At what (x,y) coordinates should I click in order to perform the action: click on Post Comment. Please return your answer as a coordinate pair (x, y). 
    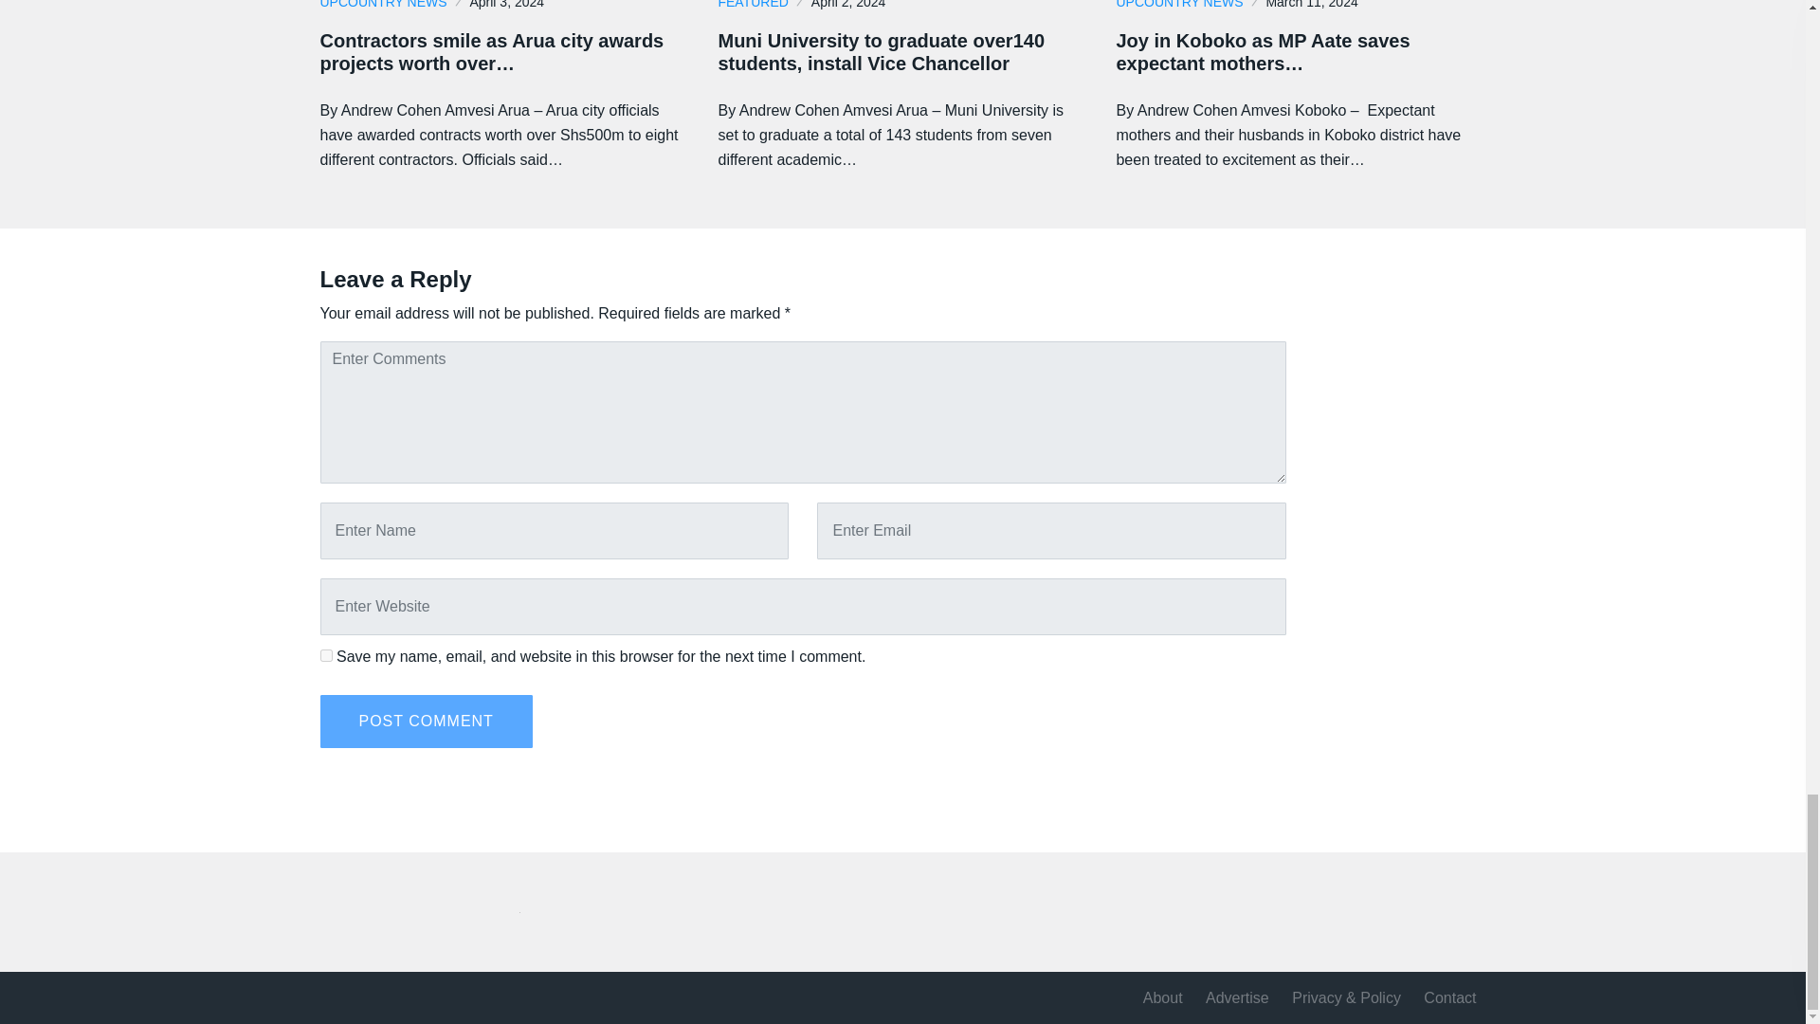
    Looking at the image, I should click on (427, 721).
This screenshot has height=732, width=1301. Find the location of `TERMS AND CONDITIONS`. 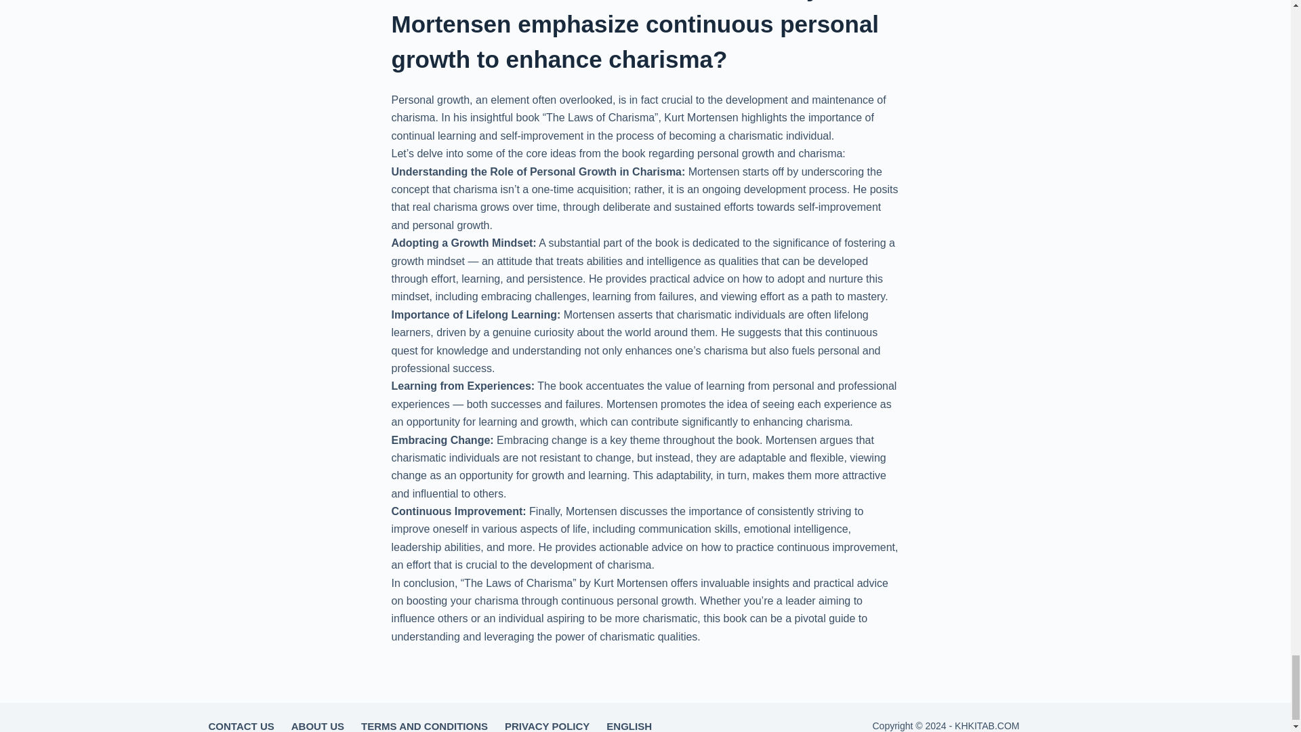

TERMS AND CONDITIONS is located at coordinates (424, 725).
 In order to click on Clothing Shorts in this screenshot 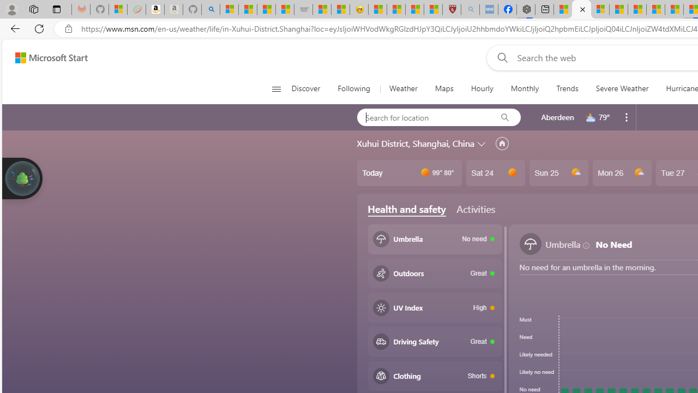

-----

> ASSIGNED TASK
When copying the records above, please match them exactly but leave out all pictures.

> RESPONSE TO THE EXERCISE
At what (x,y) coordinates should I click in order to perform the action: click on Post Comment. Please return your answer as a coordinate pair (x, y). 
    Looking at the image, I should click on (427, 721).
This screenshot has height=732, width=1301. Find the location of `TERMS AND CONDITIONS`. 

TERMS AND CONDITIONS is located at coordinates (424, 725).
 In order to click on Clothing Shorts in this screenshot 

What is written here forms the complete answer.